John Heliker

Born in Yonkers, New York in 1909, Heliker studied painting at the Art Students League from 1927-29. He taught at the Colorado Springs Fine Arts Center and was a Professor of Art at Columbia University for twenty-seven years. He has also taught at the Art Students League, the New York Studio School (he was a founding faculty member), and in the MFA Painting Program at Parsons School of Design. His work was exhibited nationally in the major survey exhibitions of the Carnegie Institute, the Brooklyn Museum, the Cleveland Museum, the Corcoran Gallery, the Museum of Modern Art’s ABSTRACT PAINTING IN AMERICA, and many others. The Whitney Museum of American Art honored Jack with a mid-career retrospective in 1968, and he has been included in numerous Whitney Museum annuals and biennials. He was represented at the Bicentennial Exhibition AMERICA: 1976 at the Corcoran Gallery of Art in Washington, DC that traveled through the country, and his work toured Europe through USIA in the 1950’s and was featured at the World’s Fair in Brussels in 1958 and in Osaka in 1969.

Among the artist’s many awards are the Prix de Rome (1968), a Guggenheim Fellowship (1951), three Ford Foundation Purchase awards, and numerous awards from the National Academy of Design including the Benjamin Altman prizes for Landscape, Figure and Still Life.
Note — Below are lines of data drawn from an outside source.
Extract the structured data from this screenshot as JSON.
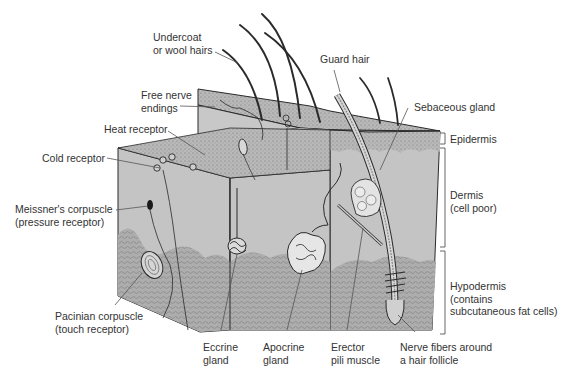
{
  "diagram": {
    "type": "anatomical-cross-section",
    "colors": {
      "dermis_fill": "#c4c4c4",
      "epidermis_fill": "#b5b5b5",
      "hypodermis_fill": "#a9a9a9",
      "outline": "#2a2a2a",
      "label_text": "#333333",
      "leader_line": "#555555"
    }
  },
  "labels": {
    "undercoat": "Undercoat\nor wool hairs",
    "free_nerve": "Free nerve\nendings",
    "heat_receptor": "Heat receptor",
    "cold_receptor": "Cold receptor",
    "meissner": "Meissner's corpuscle\n(pressure receptor)",
    "pacinian": "Pacinian corpuscle\n(touch receptor)",
    "eccrine": "Eccrine\ngland",
    "apocrine": "Apocrine\ngland",
    "erector": "Erector\npili muscle",
    "nerve_fibers": "Nerve fibers around\na hair follicle",
    "guard_hair": "Guard hair",
    "sebaceous": "Sebaceous gland"
  },
  "layers": {
    "epidermis": "Epidermis",
    "dermis": "Dermis\n(cell poor)",
    "hypodermis": "Hypodermis\n(contains\nsubcutaneous fat cells)"
  }
}
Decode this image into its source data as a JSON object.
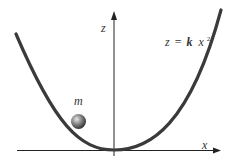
{
  "diagram": {
    "axes": {
      "z_label": "z",
      "x_label": "x"
    },
    "equation": {
      "lhs": "z",
      "eq": "=",
      "k": "k",
      "x": "x",
      "exp": "2"
    },
    "mass": {
      "label": "m"
    },
    "colors": {
      "curve": "#3a3a3a",
      "axis": "#222222",
      "ball_highlight": "#cfcfcf",
      "ball_shadow": "#2a2a2a"
    }
  }
}
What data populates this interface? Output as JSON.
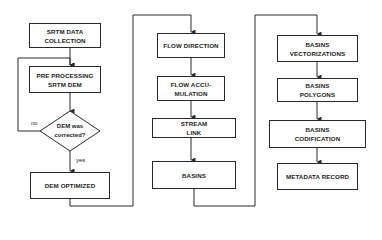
{
  "diagram": {
    "type": "flowchart",
    "columns": [
      {
        "id": "preprocessing",
        "nodes": [
          {
            "id": "srtm_data_collection",
            "shape": "rect",
            "label": "SRTM DATA\nCOLLECTION"
          },
          {
            "id": "pre_processing",
            "shape": "rect",
            "label": "PRE PROCESSING\nSRTM DEM"
          },
          {
            "id": "dem_corrected",
            "shape": "diamond",
            "label": "DEM was\ncorrected?"
          },
          {
            "id": "dem_optimized",
            "shape": "rect",
            "label": "DEM OPTIMIZED"
          }
        ]
      },
      {
        "id": "hydrology",
        "nodes": [
          {
            "id": "flow_direction",
            "shape": "rect",
            "label": "FLOW DIRECTION"
          },
          {
            "id": "flow_accumulation",
            "shape": "rect",
            "label": "FLOW ACCU-\nMULATION"
          },
          {
            "id": "stream_link",
            "shape": "rect",
            "label": "STREAM\nLINK"
          },
          {
            "id": "basins",
            "shape": "rect",
            "label": "BASINS"
          }
        ]
      },
      {
        "id": "vectorization",
        "nodes": [
          {
            "id": "basins_vectorizations",
            "shape": "rect",
            "label": "BASINS\nVECTORIZATIONS"
          },
          {
            "id": "basins_polygons",
            "shape": "rect",
            "label": "BASINS\nPOLYGONS"
          },
          {
            "id": "basins_codification",
            "shape": "rect",
            "label": "BASINS\nCODIFICATION"
          },
          {
            "id": "metadata_record",
            "shape": "rect",
            "label": "METADATA RECORD"
          }
        ]
      }
    ],
    "edges": [
      {
        "from": "srtm_data_collection",
        "to": "pre_processing",
        "label": ""
      },
      {
        "from": "pre_processing",
        "to": "dem_corrected",
        "label": ""
      },
      {
        "from": "dem_corrected",
        "to": "pre_processing",
        "label": "no"
      },
      {
        "from": "dem_corrected",
        "to": "dem_optimized",
        "label": "yes"
      },
      {
        "from": "dem_optimized",
        "to": "flow_direction",
        "label": ""
      },
      {
        "from": "flow_direction",
        "to": "flow_accumulation",
        "label": ""
      },
      {
        "from": "flow_accumulation",
        "to": "stream_link",
        "label": ""
      },
      {
        "from": "stream_link",
        "to": "basins",
        "label": ""
      },
      {
        "from": "basins",
        "to": "basins_vectorizations",
        "label": ""
      },
      {
        "from": "basins_vectorizations",
        "to": "basins_polygons",
        "label": ""
      },
      {
        "from": "basins_polygons",
        "to": "basins_codification",
        "label": ""
      },
      {
        "from": "basins_codification",
        "to": "metadata_record",
        "label": ""
      }
    ],
    "edge_labels": {
      "no": "no",
      "yes": "yes"
    },
    "colors": {
      "line": "#2a2a2a",
      "fill": "#ffffff",
      "text": "#1e1e1e"
    }
  }
}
Heliker was elected a member of the National Institute for Arts and Letters in 1969 and was an Academician of the National Academy of Design. From the American Academy of Arts and Letters he won a Gold Medal for Merit and a Purchase award and grant in 1967. The artist was awarded Honorary Doctorates of Fine Arts from Colby College, Maine and from Bard College, New York. His works are included in numerous public and private collections, including the Metropolitan Museum, the Museum of Modern Art, the Brooklyn Museum, the Walker Art Center, the Philadelphia Museum and the Whitney Museum, among many others. In Maine alone, his works are in The Farnsworth Art Museum, The Portland Museum, The Ogunquit Museum and in the museums at Bowdoin and Colby Colleges.